This is such a wise post and very much the sort of point I was trying to make.
The generous predictions are often made out of pride and love, but can in fact be so damaging.
My Dc ( and I, in fact, ) have been to schools where a lot of very ambitious parents send their Dc and I have seen young lives all but destroyed by too much emphasis being placed on precocious development.
One little child arrived at school so far ahead of everyone, so much so that everyone was rather in awe of them. It became the thing to say “ oh my Dc has done well, obviously not to the level of Child X, but still …” This child slowly began to drop behind and when the iq testing started, the child was bottom of the year group.
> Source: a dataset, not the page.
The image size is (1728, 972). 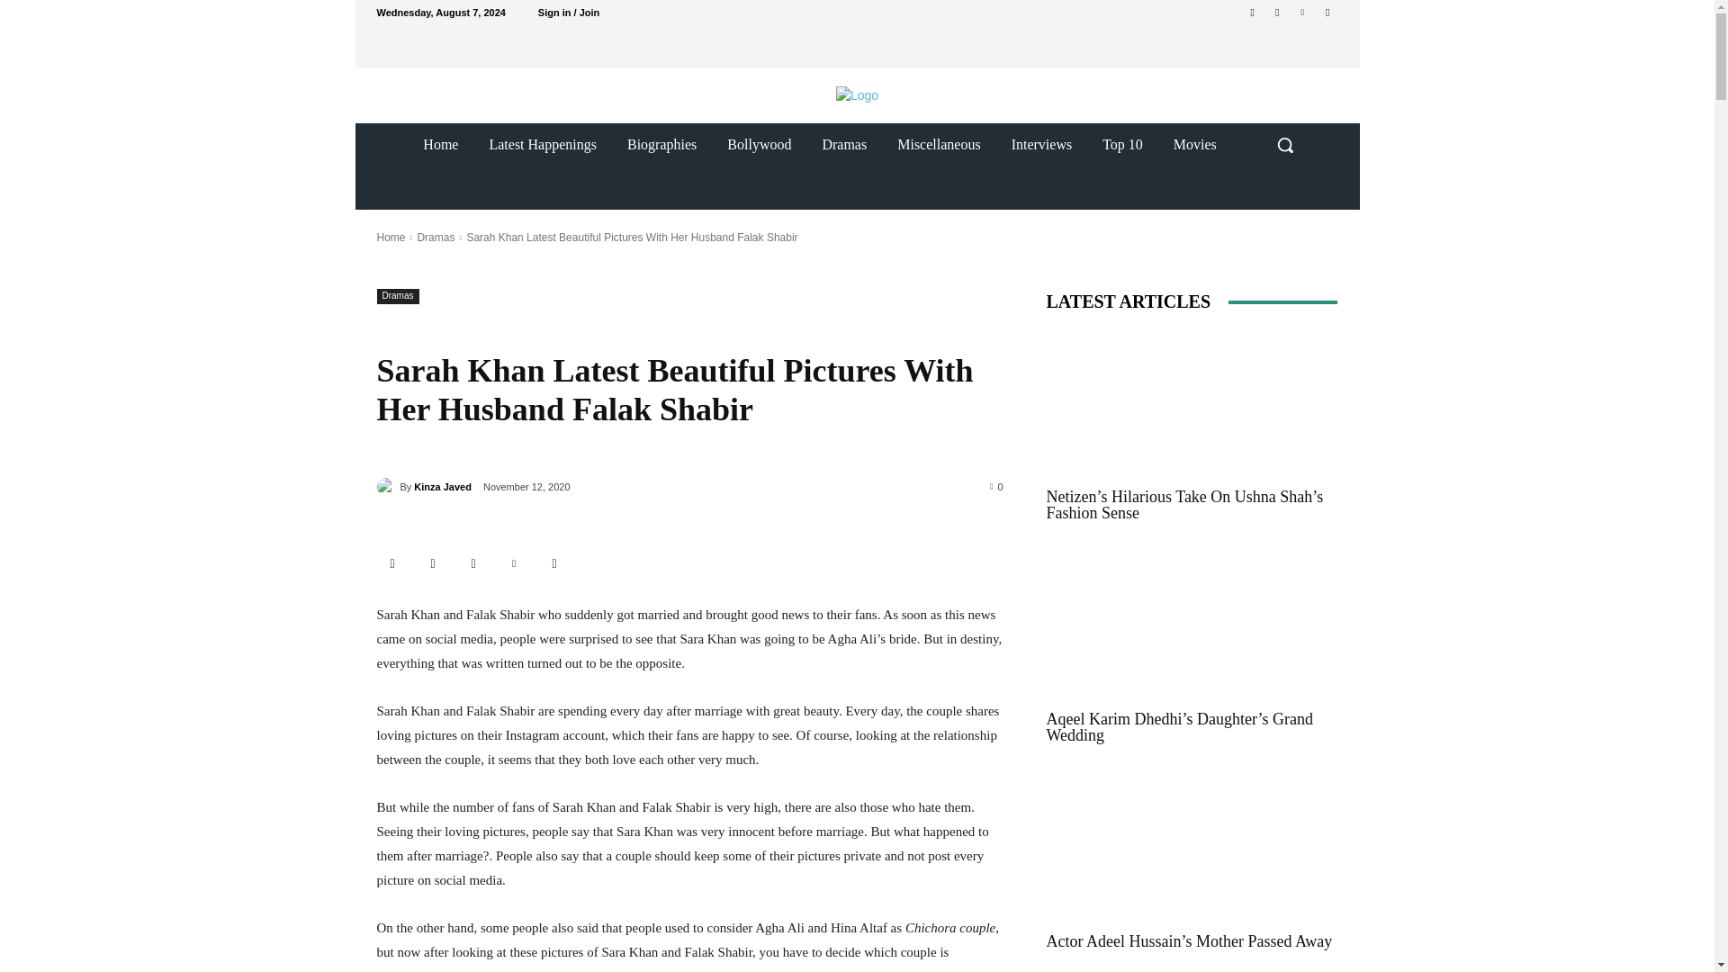 I want to click on Instagram, so click(x=1276, y=12).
The school had the child re-tested. The child also later watched most of their peers sail into the next school of choice while they missed the cut. The change in the child was so extreme as this unravelled; they even developed a stutter. It’s far from the only case I have seen.
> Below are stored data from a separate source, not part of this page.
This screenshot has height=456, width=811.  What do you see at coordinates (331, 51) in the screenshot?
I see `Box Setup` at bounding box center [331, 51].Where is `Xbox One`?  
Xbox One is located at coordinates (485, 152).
All too often that very forward presentation is wittingly or unwittingly really only a manifestation of having being quite pushed with early skills and isn’t an advantage that will necessarily stay the course.
By all means expose children to things, but you can’t actually build a genius. They are or they aren’t, and too many little people have devastating outcomes when really they just needed to be loved and appreciated for who they are. That’s the very best job a parent can do.
I know someone who works with genuinely gifted children. She said the reality is that parents who have a truly gifted child are generally absolutely terrified by it and all the implications. They come looking for help, not strategies to enhance.